The boy studied the walls and noted with amusement that there were countless photographs of mediums and séances and spooky-looking scenes, interspersed with turn-of-the-century posters depicting supernatural events and expositions. The overall effect was somewhat clumsy, but effective for the local peasantry. What Jasmine found so fascinating about this was beyond him, but if it made her happy, so be it. Seemed a small enough price to pay to find heaven in her embrace.
The crone approached the table and switched on a dusty yellow hanging lamp with an intricate brocade shade that directed most of the light to the center of the table. She gestured at him.
“Give me your hand. The right hand. Palm up. Just relax. This won’t hurt. Much,” she assured him, then cackled. He wondered whether she’d gotten her act out of central casting for a C-level horror film, the kind that were popular at the local cinemas with badly dubbed Spanish or blurry subtitles. Still, he played along, and placed his hand on the table.

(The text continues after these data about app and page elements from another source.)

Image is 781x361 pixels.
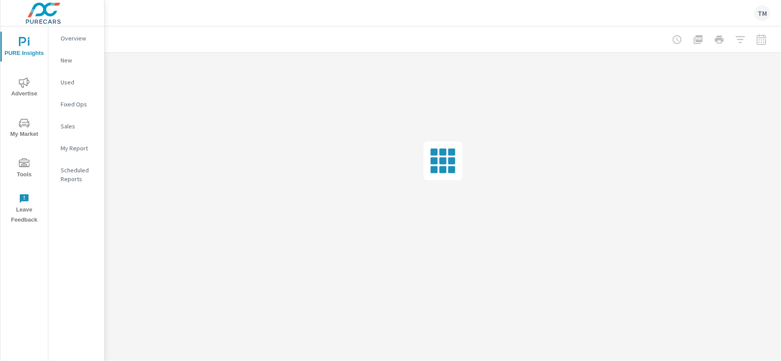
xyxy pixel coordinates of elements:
p: Overview [61,34,97,43]
div: Used [48,76,104,89]
p: My Report [61,144,97,152]
span: Advertise [3,77,45,99]
p: Fixed Ops [61,100,97,108]
div: Scheduled Reports [48,163,104,185]
p: Scheduled Reports [61,166,97,183]
span: Tools [3,158,45,180]
div: TM [754,5,770,21]
div: New [48,54,104,67]
div: Sales [48,119,104,133]
p: Sales [61,122,97,130]
span: My Market [3,118,45,139]
p: New [61,56,97,65]
div: nav menu [0,26,48,228]
div: Overview [48,32,104,45]
div: Fixed Ops [48,98,104,111]
span: PURE Insights [3,37,45,58]
span: Leave Feedback [3,193,45,225]
p: Used [61,78,97,87]
div: My Report [48,141,104,155]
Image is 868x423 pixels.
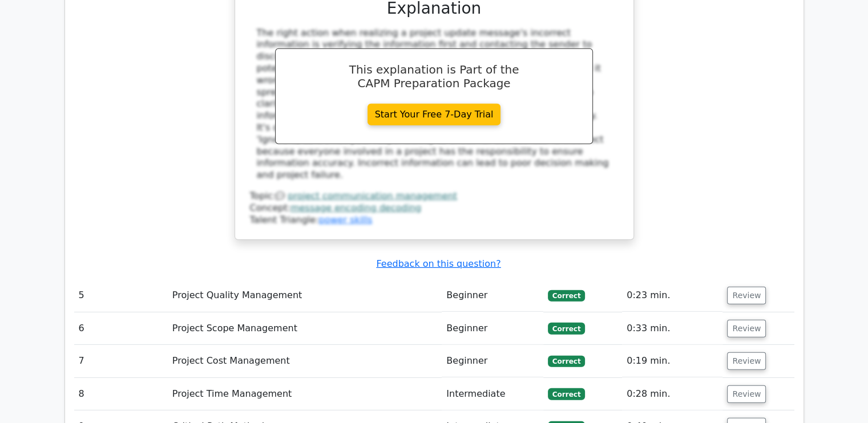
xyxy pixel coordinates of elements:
[168,345,442,378] td: Project Cost Management
[442,280,543,312] td: Beginner
[442,345,543,378] td: Beginner
[376,259,500,269] a: Feedback on this question?
[291,202,421,213] a: message encoding decoding
[74,378,168,411] td: 8
[168,312,442,345] td: Project Scope Management
[548,388,585,400] span: Correct
[74,280,168,312] td: 5
[442,312,543,345] td: Beginner
[319,214,372,225] a: power skills
[74,345,168,378] td: 7
[622,280,722,312] td: 0:23 min.
[728,320,766,338] button: Review
[168,280,442,312] td: Project Quality Management
[288,191,457,201] a: project communication management
[250,191,619,202] div: Topic:
[74,312,168,345] td: 6
[442,378,543,411] td: Intermediate
[257,27,612,182] div: The right action when realizing a project update message's incorrect information is verifying the...
[548,290,585,302] span: Correct
[250,202,619,214] div: Concept:
[728,352,766,370] button: Review
[728,385,766,403] button: Review
[728,287,766,305] button: Review
[548,323,585,334] span: Correct
[622,312,722,345] td: 0:33 min.
[368,104,501,125] a: Start Your Free 7-Day Trial
[622,345,722,378] td: 0:19 min.
[622,378,722,411] td: 0:28 min.
[168,378,442,411] td: Project Time Management
[250,191,619,225] div: Talent Triangle:
[548,356,585,367] span: Correct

The woman took it in hers and made a variety of sounds signaling deep thought.
“Hmmmm. Mmmm…yesssss. Oh. I see your love line is clear. You will only have one real love in your life, and it will be early in your time here. Hmmmm. Your lifeline is different. It’s long, but has many breaks, signaling something unusual. Maybe illness, maybe brushes with death. But it continues, so you will prevail through it all…hmmmm.”
This went on for a while and he pretended polite interest in the ambiguous generalities about his possible future. Of course, with Jasmine sitting there listening, love
would
be early and intense and genuine, which held an element of truth. When he was with Jasmine, he felt like an eagle soaring above the clouds. The intensity of his feelings for her were almost scary. It gave her power over him, which his training advised him to recoil from. Still, hormones were not to be denied, and he was smitten, no doubt.
The palm reading finished, the old woman trundled over to a cabinet and withdrew an ancient deck of cards, placing it on the table after shuffling them for several minutes.
“This is the tarot. It knows all, and tells all. Nobody can hide the truth from the tarot, and its words possess the wisdom of the ages.”